Say no to the coal killers

Convicted killer, now Anglican priest, Evan Pederick is the perfect poster boy for the fossil fuel divestment campaign. The convicted and self-confessed terrorist has been taken into the bosom of the Anglican Church and joined forces with other churches to divest their institutions of investments in fossil fuels (and some minerals).

That other church of green ideology, the Australian National University, has done the same.

Pederick willingly and knowingly set out to destroy a life, that of the Indian prime minister, by planting a bomb in Sydney in 1978. He missed and killed three others instead. Divestment activists, perhaps unwittingly, also will harm innocent people.

Instead of Killers against Coal, why not Christians for Coal?

The moral calculation is simple. An effective divestment campaign would increase the cost of power and harm the poor.

It would substitute the possible risk of some harm to life from climate change decades into the future with the certain harm to life from denial of access to cheap ­energy now. An ineffective campaign, which is more likely, would waste the opportunity to put funds to better use.

Had the ANU, for example, announced that it would devote more of its (taxpayer supported) trust’s investments to low carbon energy research, building on its actual contribution to society, education, few outsiders would have quibbled. Except, of course, the trustees, who bypassed the opportunity because the investment would have been high risk and harmed its own income.

Instead, ANU trustees took a moral preening stance with low risk to its own income and high risk of harm to the poor. While accepting taxpayers’ money to train engineers, the ANU trustees and its vice-chancellor treat the work of those engineers with a likely future in fossil fuel and minerals mining with disdain. In the spirit of undergraduate activism that now infects the ANU at the highest levels, I urge all engineering aspirants to boycott the ANU.

The mystery is why the disease of divestment has spread so far and wide. Partly, it is because the climate change research pool has been tainted by a culture of silencing dissent in pursuit of public funds. Partly, it is a consequence of the growth of green non-government organisations, most with taxpayer privileges, and partly because industry has given up arguing the case for science in the service of progress.

Industry, especially companies with head offices in Europe, allowed itself to be demonised. It got sucked into the social licence to operate gibberish. It ceded legitimacy to a bunch of moralists who would keep the poor poor.

“Beyond Petroleum” was the tag adopted by a BP too embarrassed to face the public about the fact the public, indeed, the poor, needed hydrocarbons. BP chief executive John Browne’s ­famous 1997 speech signalled that “We in BP … must now focus on what can and what should be done, not because we can be certain climate change is happening but because the possibility can’t be ignored. If we are all to take responsibility for the future of our planet, then it falls to us to begin to take precautionary action now.”

At that time of climate change hyperbole BP (and many others) failed to defend its role in society. Of course, the greens never accepted the ploy, renouncing it as Beyond Belief. Indeed, from its 2000 announcements of investments in bio fuels, wind and solar, by 2011 BP had sold the solar business and by 2013 had attempted to sell the wind business. Bio-fuels remain beholden to huge taxpayer subsidies, harming the poor.

As Browne wrote in his 2013 book Seven Elements That Have Changed the World, one of which is carbon, “the prospects for meaningful international agreement on climate changed (sic) have diminished with each passing year”. He also concedes that political leaders “need to prepare us to adapt to a different set of climatic conditions”. Adaptation is the new reality, not the fantasy of abatement, which is at the heart of the divestment strategy.

Shell, on the other hand, has decided to fight back. Last week, Shell’s chairman in Australia, ­Andrew Smith, said rising activism was “fast becoming one of the greatest challenges facing Australian growth”.

Many more must join the fight, the first task of which is to name the enemy within – the killer priest, the ANU vice-chancellor and trustees, and scores of green NGOs. These should be made to feel the cold steel of rationality, which by the way, cannot be made without coking coal.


### THE TASK
In the listing below, write out exactly each line from the first through the one containing "Image is 865x448 pixels.".

### DATASET RECORDS
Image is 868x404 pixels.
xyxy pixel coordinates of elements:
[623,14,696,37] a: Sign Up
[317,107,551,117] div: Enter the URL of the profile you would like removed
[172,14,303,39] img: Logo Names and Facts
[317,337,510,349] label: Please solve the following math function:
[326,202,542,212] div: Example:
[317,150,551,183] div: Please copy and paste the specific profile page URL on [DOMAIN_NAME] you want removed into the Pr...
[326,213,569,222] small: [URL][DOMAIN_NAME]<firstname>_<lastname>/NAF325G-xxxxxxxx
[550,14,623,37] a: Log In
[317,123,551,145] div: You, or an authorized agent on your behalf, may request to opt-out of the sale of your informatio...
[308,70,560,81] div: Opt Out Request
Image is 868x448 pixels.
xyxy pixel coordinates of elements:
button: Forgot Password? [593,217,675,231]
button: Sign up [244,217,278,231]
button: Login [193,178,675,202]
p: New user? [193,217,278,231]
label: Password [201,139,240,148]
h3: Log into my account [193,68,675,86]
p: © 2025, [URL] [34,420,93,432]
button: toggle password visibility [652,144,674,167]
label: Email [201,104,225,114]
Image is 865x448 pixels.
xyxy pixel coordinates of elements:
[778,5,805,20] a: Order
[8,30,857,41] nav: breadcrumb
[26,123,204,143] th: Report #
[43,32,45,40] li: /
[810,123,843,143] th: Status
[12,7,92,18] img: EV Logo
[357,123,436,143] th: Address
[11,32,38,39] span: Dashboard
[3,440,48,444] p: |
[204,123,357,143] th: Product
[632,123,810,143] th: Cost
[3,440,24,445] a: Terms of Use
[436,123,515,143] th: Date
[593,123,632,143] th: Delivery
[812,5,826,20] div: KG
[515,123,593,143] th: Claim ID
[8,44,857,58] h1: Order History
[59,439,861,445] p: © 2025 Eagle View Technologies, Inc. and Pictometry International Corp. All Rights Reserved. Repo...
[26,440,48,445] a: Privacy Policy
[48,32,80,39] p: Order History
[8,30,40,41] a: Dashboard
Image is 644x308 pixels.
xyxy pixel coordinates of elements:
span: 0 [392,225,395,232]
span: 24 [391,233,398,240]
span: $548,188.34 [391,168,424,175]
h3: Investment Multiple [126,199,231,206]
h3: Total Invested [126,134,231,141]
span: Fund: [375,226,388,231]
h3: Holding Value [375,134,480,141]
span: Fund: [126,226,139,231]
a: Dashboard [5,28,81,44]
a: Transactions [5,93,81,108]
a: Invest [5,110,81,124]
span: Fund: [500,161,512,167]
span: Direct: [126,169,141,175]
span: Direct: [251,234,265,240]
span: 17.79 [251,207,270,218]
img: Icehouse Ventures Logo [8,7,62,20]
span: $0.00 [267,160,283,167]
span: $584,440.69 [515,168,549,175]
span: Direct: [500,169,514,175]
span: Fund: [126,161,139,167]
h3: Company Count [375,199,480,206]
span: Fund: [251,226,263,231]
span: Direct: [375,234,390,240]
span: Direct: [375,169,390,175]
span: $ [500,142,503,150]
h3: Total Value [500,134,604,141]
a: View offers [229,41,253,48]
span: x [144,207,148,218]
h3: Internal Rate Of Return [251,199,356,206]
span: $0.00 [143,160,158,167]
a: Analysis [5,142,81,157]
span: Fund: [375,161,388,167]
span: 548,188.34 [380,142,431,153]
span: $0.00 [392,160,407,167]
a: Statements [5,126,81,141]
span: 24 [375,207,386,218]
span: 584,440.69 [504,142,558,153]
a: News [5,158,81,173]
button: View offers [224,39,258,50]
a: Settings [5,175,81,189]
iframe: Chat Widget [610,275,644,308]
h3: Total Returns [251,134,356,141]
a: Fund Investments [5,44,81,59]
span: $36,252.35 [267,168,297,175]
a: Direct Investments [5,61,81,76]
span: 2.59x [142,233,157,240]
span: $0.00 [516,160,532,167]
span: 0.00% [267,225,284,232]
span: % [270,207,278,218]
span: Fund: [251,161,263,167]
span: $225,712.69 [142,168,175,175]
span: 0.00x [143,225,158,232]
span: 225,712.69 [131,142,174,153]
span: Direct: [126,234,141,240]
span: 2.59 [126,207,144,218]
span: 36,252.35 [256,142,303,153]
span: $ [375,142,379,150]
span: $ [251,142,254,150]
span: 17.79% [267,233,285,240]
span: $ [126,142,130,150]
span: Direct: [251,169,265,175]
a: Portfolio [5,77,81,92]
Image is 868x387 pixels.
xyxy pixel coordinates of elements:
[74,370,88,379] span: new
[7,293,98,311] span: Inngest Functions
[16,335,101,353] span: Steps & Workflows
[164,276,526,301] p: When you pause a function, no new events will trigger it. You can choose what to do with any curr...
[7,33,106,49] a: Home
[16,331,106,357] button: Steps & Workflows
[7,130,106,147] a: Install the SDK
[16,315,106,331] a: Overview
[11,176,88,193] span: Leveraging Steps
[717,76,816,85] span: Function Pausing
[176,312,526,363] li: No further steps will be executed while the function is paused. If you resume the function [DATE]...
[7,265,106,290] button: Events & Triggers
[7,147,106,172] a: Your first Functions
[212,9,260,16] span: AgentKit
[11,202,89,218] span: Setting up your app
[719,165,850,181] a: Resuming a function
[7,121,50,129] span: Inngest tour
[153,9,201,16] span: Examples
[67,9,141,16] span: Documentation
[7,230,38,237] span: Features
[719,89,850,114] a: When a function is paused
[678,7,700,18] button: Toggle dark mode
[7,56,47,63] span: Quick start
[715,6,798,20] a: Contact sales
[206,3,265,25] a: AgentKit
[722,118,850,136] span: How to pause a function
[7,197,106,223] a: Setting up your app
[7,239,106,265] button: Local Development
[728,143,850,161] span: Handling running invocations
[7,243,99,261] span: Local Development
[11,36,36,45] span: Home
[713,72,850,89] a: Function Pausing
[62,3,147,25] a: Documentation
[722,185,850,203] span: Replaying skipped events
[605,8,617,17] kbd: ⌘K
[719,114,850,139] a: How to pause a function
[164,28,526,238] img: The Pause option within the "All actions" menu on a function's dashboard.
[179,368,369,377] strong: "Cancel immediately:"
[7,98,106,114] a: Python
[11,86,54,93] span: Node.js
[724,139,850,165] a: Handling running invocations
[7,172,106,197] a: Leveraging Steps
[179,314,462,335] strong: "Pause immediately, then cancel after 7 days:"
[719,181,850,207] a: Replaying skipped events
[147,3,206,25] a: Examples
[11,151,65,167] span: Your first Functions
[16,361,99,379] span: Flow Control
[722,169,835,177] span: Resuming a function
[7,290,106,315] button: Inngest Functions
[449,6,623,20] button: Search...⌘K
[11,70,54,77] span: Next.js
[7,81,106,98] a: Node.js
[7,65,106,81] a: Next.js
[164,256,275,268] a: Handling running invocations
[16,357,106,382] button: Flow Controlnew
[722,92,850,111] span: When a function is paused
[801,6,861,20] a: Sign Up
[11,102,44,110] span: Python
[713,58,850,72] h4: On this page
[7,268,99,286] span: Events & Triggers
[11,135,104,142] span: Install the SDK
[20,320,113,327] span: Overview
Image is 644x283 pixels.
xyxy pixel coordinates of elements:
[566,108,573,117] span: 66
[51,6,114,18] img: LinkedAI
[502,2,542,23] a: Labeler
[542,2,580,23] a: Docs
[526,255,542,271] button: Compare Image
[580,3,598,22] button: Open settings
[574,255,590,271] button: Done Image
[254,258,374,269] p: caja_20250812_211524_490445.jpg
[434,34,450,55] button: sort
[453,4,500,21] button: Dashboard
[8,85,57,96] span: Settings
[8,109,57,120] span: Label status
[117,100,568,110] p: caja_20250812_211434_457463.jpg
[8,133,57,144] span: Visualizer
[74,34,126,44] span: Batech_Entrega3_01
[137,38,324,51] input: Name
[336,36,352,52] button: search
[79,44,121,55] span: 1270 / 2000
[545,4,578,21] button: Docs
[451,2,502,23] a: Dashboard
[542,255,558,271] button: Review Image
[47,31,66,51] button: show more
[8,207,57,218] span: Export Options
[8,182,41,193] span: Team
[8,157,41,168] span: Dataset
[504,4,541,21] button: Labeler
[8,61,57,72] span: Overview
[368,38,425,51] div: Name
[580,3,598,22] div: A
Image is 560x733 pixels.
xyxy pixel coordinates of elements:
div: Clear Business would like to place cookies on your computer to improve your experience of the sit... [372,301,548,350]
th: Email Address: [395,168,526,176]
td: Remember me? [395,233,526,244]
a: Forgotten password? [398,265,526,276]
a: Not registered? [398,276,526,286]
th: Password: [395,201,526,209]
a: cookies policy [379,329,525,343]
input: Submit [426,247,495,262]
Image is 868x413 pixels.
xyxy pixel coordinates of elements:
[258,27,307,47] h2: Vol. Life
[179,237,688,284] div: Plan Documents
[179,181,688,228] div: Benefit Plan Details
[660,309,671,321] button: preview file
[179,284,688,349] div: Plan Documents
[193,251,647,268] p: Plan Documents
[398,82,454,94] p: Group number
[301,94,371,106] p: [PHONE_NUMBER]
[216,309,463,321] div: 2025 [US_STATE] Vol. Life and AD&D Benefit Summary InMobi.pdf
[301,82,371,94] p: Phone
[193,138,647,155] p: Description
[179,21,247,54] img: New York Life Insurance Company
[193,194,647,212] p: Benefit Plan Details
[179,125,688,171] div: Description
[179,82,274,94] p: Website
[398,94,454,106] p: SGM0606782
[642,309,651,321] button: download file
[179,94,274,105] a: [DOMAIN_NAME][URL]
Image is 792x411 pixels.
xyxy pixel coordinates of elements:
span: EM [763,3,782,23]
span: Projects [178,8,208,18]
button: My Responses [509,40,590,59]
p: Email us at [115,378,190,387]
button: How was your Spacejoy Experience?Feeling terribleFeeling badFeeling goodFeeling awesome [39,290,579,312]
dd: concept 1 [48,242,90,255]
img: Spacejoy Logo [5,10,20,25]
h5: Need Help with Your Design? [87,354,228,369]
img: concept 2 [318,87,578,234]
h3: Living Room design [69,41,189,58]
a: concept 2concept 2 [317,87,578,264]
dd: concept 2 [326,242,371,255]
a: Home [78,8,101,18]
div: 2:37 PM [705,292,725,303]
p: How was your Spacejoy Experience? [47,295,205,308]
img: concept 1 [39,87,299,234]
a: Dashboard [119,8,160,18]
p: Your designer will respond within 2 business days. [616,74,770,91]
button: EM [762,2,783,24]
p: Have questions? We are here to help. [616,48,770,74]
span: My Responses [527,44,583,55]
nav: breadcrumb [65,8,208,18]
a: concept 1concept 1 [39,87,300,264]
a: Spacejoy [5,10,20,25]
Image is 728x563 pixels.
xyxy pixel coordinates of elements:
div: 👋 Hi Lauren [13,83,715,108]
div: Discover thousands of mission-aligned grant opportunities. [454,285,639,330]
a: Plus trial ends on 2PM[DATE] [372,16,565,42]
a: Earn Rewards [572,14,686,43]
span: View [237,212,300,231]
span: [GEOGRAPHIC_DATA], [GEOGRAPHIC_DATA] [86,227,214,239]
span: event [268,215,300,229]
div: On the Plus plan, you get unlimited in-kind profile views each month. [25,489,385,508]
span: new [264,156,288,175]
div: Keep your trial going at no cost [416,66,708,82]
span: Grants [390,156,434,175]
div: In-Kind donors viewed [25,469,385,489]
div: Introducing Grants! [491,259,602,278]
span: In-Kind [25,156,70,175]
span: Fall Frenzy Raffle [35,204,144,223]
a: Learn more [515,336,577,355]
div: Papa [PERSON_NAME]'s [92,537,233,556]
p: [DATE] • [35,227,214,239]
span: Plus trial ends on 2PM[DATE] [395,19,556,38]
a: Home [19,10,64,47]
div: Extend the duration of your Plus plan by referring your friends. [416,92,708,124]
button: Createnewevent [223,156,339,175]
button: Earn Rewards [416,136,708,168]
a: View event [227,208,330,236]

### WRITTEN ANSWER
Image is 868x404 pixels.
xyxy pixel coordinates of elements:
[623,14,696,37] a: Sign Up
[317,107,551,117] div: Enter the URL of the profile you would like removed
[172,14,303,39] img: Logo Names and Facts
[317,337,510,349] label: Please solve the following math function:
[326,202,542,212] div: Example:
[317,150,551,183] div: Please copy and paste the specific profile page URL on [DOMAIN_NAME] you want removed into the Pr...
[326,213,569,222] small: [URL][DOMAIN_NAME]<firstname>_<lastname>/NAF325G-xxxxxxxx
[550,14,623,37] a: Log In
[317,123,551,145] div: You, or an authorized agent on your behalf, may request to opt-out of the sale of your informatio...
[308,70,560,81] div: Opt Out Request
Image is 868x448 pixels.
xyxy pixel coordinates of elements:
button: Forgot Password? [593,217,675,231]
button: Sign up [244,217,278,231]
button: Login [193,178,675,202]
p: New user? [193,217,278,231]
label: Password [201,139,240,148]
h3: Log into my account [193,68,675,86]
p: © 2025, [URL] [34,420,93,432]
button: toggle password visibility [652,144,674,167]
label: Email [201,104,225,114]
Image is 865x448 pixels.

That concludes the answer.